Kyle Stark wrote:"They serve a purpose unto themselves." Correct, they do, but you would not be so angry if another animal were to kill the beast and then consume it because it is a carnivore. We have the ability to consume both. I believe the word is omnivore, if I remember correctly. Why have the ability to eat meat if it wasn't meant to be used?
This is what I mean by having the ability to see pain in other beings. I honestly don't believe when my cat catches a mouse that she is aware of the suffering she is inflicting on the little creature. (Reminds me of a quote by Mark twain "Of all the creatures ever made, Man is the most detestable. He is the only creature that inflicts pain for sport, knowing it to be pain.")
Humans were given the ability to eat meat, and the ability to see pain, and some semblance of a "conscience" (and oddly enough the ability to flourish of a all-plant diet but not the ability to even survive on a all-meat one) I think we were given the responsibility to choose, almost like a test of human compassion or lack thereof. That's how I see it.
Kyle Stark wrote: I have established that what we do to animals is wrong. There is no argument there. I'm trying to say that we should use the resources we are given once their lives have run out, if it can be done.
If it can be done then I would be much less opposed to it. If they were given the ability to completely live out their natural lives and we gathered up the remains for some human use then I wouldn't see a problem with that (but it doesn't sound very economical does it? Which is why I don't think it'd happen) I still wouldn't wear it because after "seeing the light" the thought of wearing dead animal skin grosses me out. However if it was made out of the remains of content animals who lived their lives out then it would be a case of personal choice, when now it is not.
Kyle Stark wrote:For thousands of years man has killed and consumed beasts. Why should this suddenly be viewed as immoral? We are farther away from the time of the documentation of morals than anyone who killed beasts and ate them years ago. Nearly every human being has a conscience, and why do we now see this as wrong? I highly doubt that man's conscience has grown stronger throughout history. Look at the world around you and tell me that it has done anything but become laxed.
There's no way I can answer this because I honestly do not know what people were thinking back then. But I DO think that our conscience has grown, though not very much I'll agree. Thousands of years ago it was legal to behead your wife if she was suspected of adultery, as well as kill other human beings for sport (gladiators), not so long ago it was legal to own and beat "your" slaves, and then women were given the right to vote, and we still haven't even given gay people the right to get married. We have grown at least in terms of our treatment to other humans, but we have far to go in spreading that compassion to other animals.
Kyle Stark wrote:You said that animals use up their natural resources to survive, and we do it mainly for greed, also to survive. If you have ever watched the Discovery Channel for more than...I don't know ten minutes, you can not tell me that greed does not exist in the animal kingdom.I have watched lions pry food from the jaws of heiyenas, (spelling?) both who are trying to survive, and do it immediately after having finished his surviving meal. Is that not greed? He ate his "survival food", and then snatched the "survival food" from the clutches of another beast...Sounds like greed to me.
Have you ever had to fight for survival? Or been so hungry you didn't know if you'd make it to catch your next meal? They eat as much as they can as fast as they can because that IS part of their survival, they don't know when their next meal is going to be or if it'll even come at all. That's a far cry from the greed humans show which is what I am talking about.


• [The task]:
Find the word "Pure" in the listing below, then return every line it appears in.

• [Data for analysis]:
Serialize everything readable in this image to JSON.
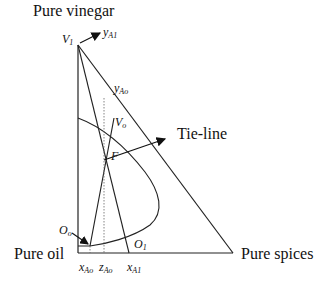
{
  "diagram": {
    "type": "ternary-extraction-diagram",
    "vertices": {
      "top": "Pure vinegar",
      "bottom_left": "Pure oil",
      "bottom_right": "Pure spices"
    },
    "points": {
      "V1": {
        "main": "V",
        "sub": "1"
      },
      "Vo": {
        "main": "V",
        "sub": "o"
      },
      "F": {
        "main": "F",
        "sub": ""
      },
      "Oo": {
        "main": "O",
        "sub": "o"
      },
      "O1": {
        "main": "O",
        "sub": "1"
      }
    },
    "compositions": {
      "yA1": {
        "main": "y",
        "sub": "A1"
      },
      "yAo": {
        "main": "y",
        "sub": "Ao"
      },
      "xAo": {
        "main": "x",
        "sub": "Ao"
      },
      "zAo": {
        "main": "z",
        "sub": "Ao"
      },
      "xA1": {
        "main": "x",
        "sub": "A1"
      }
    },
    "annotation": "Tie-line"
  }
}
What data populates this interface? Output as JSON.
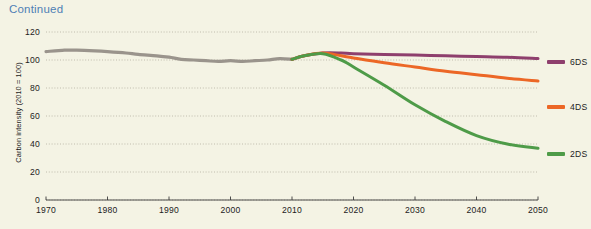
{
  "chart_title": "Continued",
  "title_color": "#4f7fb5",
  "background_color": "#f4f3e4",
  "legend": {
    "position": "right",
    "entries": [
      {
        "label": "6DS",
        "color": "#8e3f6d"
      },
      {
        "label": "4DS",
        "color": "#ec6726"
      },
      {
        "label": "2DS",
        "color": "#4e9b48"
      }
    ]
  },
  "chart_data": {
    "type": "line",
    "title": "Continued",
    "xlabel": "",
    "ylabel": "Carbon intensity (2010 = 100)",
    "xlim": [
      1970,
      2050
    ],
    "ylim": [
      0,
      120
    ],
    "xticks": [
      1970,
      1980,
      1990,
      2000,
      2010,
      2020,
      2030,
      2040,
      2050
    ],
    "yticks": [
      0,
      20,
      40,
      60,
      80,
      100,
      120
    ],
    "xtick_labels": [
      "1970",
      "1980",
      "1990",
      "2000",
      "2010",
      "2020",
      "2030",
      "2040",
      "2050"
    ],
    "ytick_labels": [
      "0",
      "20",
      "40",
      "60",
      "80",
      "100",
      "120"
    ],
    "grid": "horizontal-dotted",
    "series": [
      {
        "name": "Historical",
        "color": "#9a948c",
        "x": [
          1970,
          1973,
          1975,
          1978,
          1980,
          1983,
          1985,
          1988,
          1990,
          1992,
          1994,
          1996,
          1998,
          2000,
          2002,
          2004,
          2006,
          2008,
          2010
        ],
        "values": [
          106,
          107,
          107,
          106.5,
          106,
          105,
          104,
          103,
          102,
          100.5,
          100,
          99.5,
          99,
          99.5,
          99,
          99.5,
          100,
          101,
          100.5
        ]
      },
      {
        "name": "6DS",
        "color": "#8e3f6d",
        "x": [
          2010,
          2012,
          2015,
          2018,
          2020,
          2025,
          2030,
          2035,
          2040,
          2045,
          2050
        ],
        "values": [
          100.5,
          103,
          105,
          105,
          104.5,
          104,
          103.5,
          103,
          102.5,
          102,
          101
        ]
      },
      {
        "name": "4DS",
        "color": "#ec6726",
        "x": [
          2010,
          2012,
          2015,
          2018,
          2020,
          2025,
          2030,
          2035,
          2040,
          2045,
          2050
        ],
        "values": [
          100.5,
          103,
          105,
          103,
          101.5,
          98,
          95,
          92,
          89.5,
          87,
          85
        ]
      },
      {
        "name": "2DS",
        "color": "#4e9b48",
        "x": [
          2010,
          2012,
          2015,
          2018,
          2020,
          2025,
          2030,
          2035,
          2040,
          2045,
          2050
        ],
        "values": [
          100.5,
          103,
          104.5,
          100,
          95,
          82,
          68,
          56,
          46,
          40,
          37
        ]
      }
    ]
  }
}
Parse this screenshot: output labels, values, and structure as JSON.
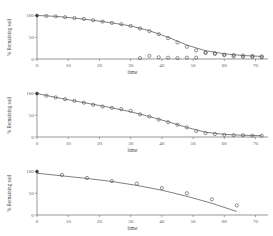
{
  "figure": {
    "panel_count": 3,
    "point_marker": "open-circle",
    "line_color": "#555555",
    "marker_color": "#444444",
    "axis_color": "#6b6b6b"
  },
  "chart_data": [
    {
      "type": "scatter",
      "panel_index": 0,
      "title": "",
      "xlabel": "time",
      "ylabel": "% Remaining soil",
      "xlim": [
        0,
        74
      ],
      "ylim": [
        0,
        108
      ],
      "xticks": [
        0,
        10,
        20,
        30,
        40,
        50,
        60,
        70
      ],
      "xticklabels": [
        "0",
        "10",
        "20",
        "30",
        "40",
        "50",
        "60",
        "70"
      ],
      "yticks": [
        0,
        50,
        100
      ],
      "yticklabels": [
        "0",
        "50",
        "100"
      ],
      "grid": false,
      "legend": "none",
      "series": [
        {
          "name": "observed",
          "marker": "open-circle",
          "x": [
            0,
            3,
            6,
            9,
            12,
            15,
            18,
            21,
            24,
            27,
            30,
            33,
            36,
            39,
            42,
            45,
            48,
            51,
            54,
            57,
            60,
            63,
            66,
            69,
            72
          ],
          "y": [
            100,
            99,
            98,
            96,
            94,
            92,
            89,
            86,
            83,
            80,
            76,
            70,
            64,
            57,
            48,
            38,
            28,
            20,
            15,
            12,
            10,
            9,
            8,
            7,
            6
          ]
        },
        {
          "name": "observed-low",
          "marker": "open-circle",
          "x": [
            33,
            36,
            39,
            42,
            45,
            48,
            51,
            54,
            57,
            60,
            63,
            66,
            69,
            72
          ],
          "y": [
            2,
            7,
            4,
            3,
            2,
            3,
            3,
            14,
            13,
            9,
            6,
            5,
            5,
            4
          ]
        },
        {
          "name": "fitted-curve",
          "marker": "line",
          "x": [
            0,
            6,
            12,
            18,
            24,
            30,
            36,
            42,
            48,
            54,
            60,
            66,
            72
          ],
          "y": [
            100,
            98,
            94,
            89,
            83,
            76,
            65,
            50,
            32,
            19,
            12,
            8,
            6
          ]
        }
      ]
    },
    {
      "type": "scatter",
      "panel_index": 1,
      "title": "",
      "xlabel": "time",
      "ylabel": "% Remaining soil",
      "xlim": [
        0,
        74
      ],
      "ylim": [
        0,
        108
      ],
      "xticks": [
        0,
        10,
        20,
        30,
        40,
        50,
        60,
        70
      ],
      "xticklabels": [
        "0",
        "10",
        "20",
        "30",
        "40",
        "50",
        "60",
        "70"
      ],
      "yticks": [
        0,
        50,
        100
      ],
      "yticklabels": [
        "0",
        "50",
        "100"
      ],
      "grid": false,
      "legend": "none",
      "series": [
        {
          "name": "observed",
          "marker": "open-circle",
          "x": [
            0,
            3,
            6,
            9,
            12,
            15,
            18,
            21,
            24,
            27,
            30,
            33,
            36,
            39,
            42,
            45,
            48,
            51,
            54,
            57,
            60,
            63,
            66,
            69,
            72
          ],
          "y": [
            100,
            95,
            91,
            87,
            83,
            79,
            74,
            70,
            67,
            64,
            60,
            52,
            47,
            40,
            34,
            28,
            22,
            14,
            9,
            7,
            5,
            4,
            4,
            3,
            3
          ]
        },
        {
          "name": "fitted-curve",
          "marker": "line",
          "x": [
            0,
            6,
            12,
            18,
            24,
            30,
            36,
            42,
            48,
            54,
            60,
            66,
            72
          ],
          "y": [
            100,
            91,
            83,
            75,
            67,
            58,
            47,
            35,
            22,
            11,
            6,
            4,
            3
          ]
        }
      ]
    },
    {
      "type": "scatter",
      "panel_index": 2,
      "title": "",
      "xlabel": "time",
      "ylabel": "% Remaining soil",
      "xlim": [
        0,
        74
      ],
      "ylim": [
        0,
        108
      ],
      "xticks": [
        0,
        10,
        20,
        30,
        40,
        50,
        60,
        70
      ],
      "xticklabels": [
        "0",
        "10",
        "20",
        "30",
        "40",
        "50",
        "60",
        "70"
      ],
      "yticks": [
        0,
        50,
        100
      ],
      "yticklabels": [
        "0",
        "50",
        "100"
      ],
      "grid": false,
      "legend": "none",
      "series": [
        {
          "name": "observed",
          "marker": "open-circle",
          "x": [
            0,
            8,
            16,
            24,
            32,
            40,
            48,
            56,
            64
          ],
          "y": [
            100,
            92,
            85,
            78,
            72,
            62,
            50,
            36,
            22
          ]
        },
        {
          "name": "fitted-curve",
          "marker": "line",
          "x": [
            0,
            8,
            16,
            24,
            32,
            40,
            48,
            56,
            64
          ],
          "y": [
            96,
            90,
            84,
            77,
            68,
            57,
            43,
            27,
            8
          ]
        }
      ]
    }
  ]
}
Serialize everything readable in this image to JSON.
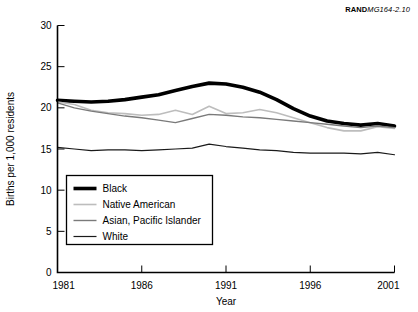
{
  "figure": {
    "source_note_brand": "RAND",
    "source_note_id": "MG164-2.10"
  },
  "chart_data": {
    "type": "line",
    "title": "",
    "subtitle": "",
    "xlabel": "Year",
    "ylabel": "Births per 1,000 residents",
    "xlim": [
      1981,
      2001
    ],
    "ylim": [
      0,
      30
    ],
    "xticks": [
      1981,
      1986,
      1991,
      1996,
      2001
    ],
    "xtick_labels": [
      "1981",
      "1986",
      "1991",
      "1996",
      "2001"
    ],
    "yticks": [
      0,
      5,
      10,
      15,
      20,
      25,
      30
    ],
    "ytick_labels": [
      "0",
      "5",
      "10",
      "15",
      "20",
      "25",
      "30"
    ],
    "grid": false,
    "legend_position": "lower left",
    "x": [
      1981,
      1982,
      1983,
      1984,
      1985,
      1986,
      1987,
      1988,
      1989,
      1990,
      1991,
      1992,
      1993,
      1994,
      1995,
      1996,
      1997,
      1998,
      1999,
      2000,
      2001
    ],
    "series": [
      {
        "name": "Black",
        "color": "#000000",
        "width": 3.6,
        "values": [
          20.9,
          20.8,
          20.7,
          20.8,
          21.0,
          21.3,
          21.6,
          22.1,
          22.6,
          23.0,
          22.9,
          22.5,
          21.9,
          21.0,
          19.9,
          19.0,
          18.4,
          18.1,
          17.9,
          18.1,
          17.8
        ]
      },
      {
        "name": "Native American",
        "color": "#bdbdbd",
        "width": 1.6,
        "values": [
          20.7,
          20.4,
          19.7,
          19.4,
          19.3,
          19.1,
          19.2,
          19.7,
          19.2,
          20.2,
          19.3,
          19.4,
          19.8,
          19.4,
          18.8,
          18.2,
          17.6,
          17.2,
          17.2,
          17.7,
          17.5
        ]
      },
      {
        "name": "Asian, Pacific Islander",
        "color": "#7a7a7a",
        "width": 1.4,
        "values": [
          20.6,
          20.0,
          19.6,
          19.3,
          19.0,
          18.8,
          18.5,
          18.2,
          18.7,
          19.2,
          19.1,
          18.9,
          18.8,
          18.6,
          18.4,
          18.2,
          18.0,
          17.8,
          17.6,
          17.8,
          17.6
        ]
      },
      {
        "name": "White",
        "color": "#1a1a1a",
        "width": 1.2,
        "values": [
          15.2,
          15.0,
          14.8,
          14.9,
          14.9,
          14.8,
          14.9,
          15.0,
          15.1,
          15.6,
          15.3,
          15.1,
          14.9,
          14.8,
          14.6,
          14.5,
          14.5,
          14.5,
          14.4,
          14.6,
          14.3
        ]
      }
    ]
  }
}
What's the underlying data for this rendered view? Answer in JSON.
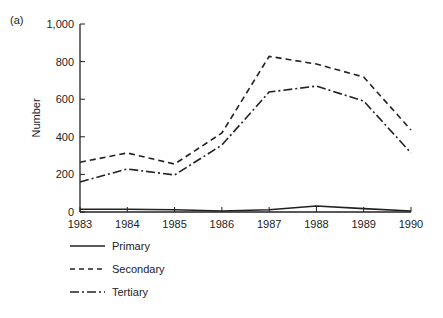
{
  "panel_label": "(a)",
  "chart_data": {
    "type": "line",
    "title": "",
    "xlabel": "",
    "ylabel": "Number",
    "ylim": [
      0,
      1000
    ],
    "yticks": [
      0,
      200,
      400,
      600,
      800,
      1000
    ],
    "ytick_labels": [
      "0",
      "200",
      "400",
      "600",
      "800",
      "1,000"
    ],
    "x": [
      1983,
      1984,
      1985,
      1986,
      1987,
      1988,
      1989,
      1990
    ],
    "xtick_labels": [
      "1983",
      "1984",
      "1985",
      "1986",
      "1987",
      "1988",
      "1989",
      "1990"
    ],
    "grid": false,
    "legend_position": "below",
    "series": [
      {
        "name": "Primary",
        "style": "solid",
        "values": [
          15,
          15,
          12,
          5,
          12,
          32,
          18,
          5
        ]
      },
      {
        "name": "Secondary",
        "style": "dashed",
        "values": [
          265,
          314,
          255,
          420,
          828,
          787,
          718,
          436
        ]
      },
      {
        "name": "Tertiary",
        "style": "dash-dot",
        "values": [
          160,
          229,
          197,
          356,
          638,
          670,
          590,
          314
        ]
      }
    ]
  },
  "legend": {
    "items": [
      {
        "label": "Primary"
      },
      {
        "label": "Secondary"
      },
      {
        "label": "Tertiary"
      }
    ]
  }
}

• [The completed task]:
      "top": "Pure vinegar",
      "bottom_left": "Pure oil",
      "bottom_right": "Pure spices"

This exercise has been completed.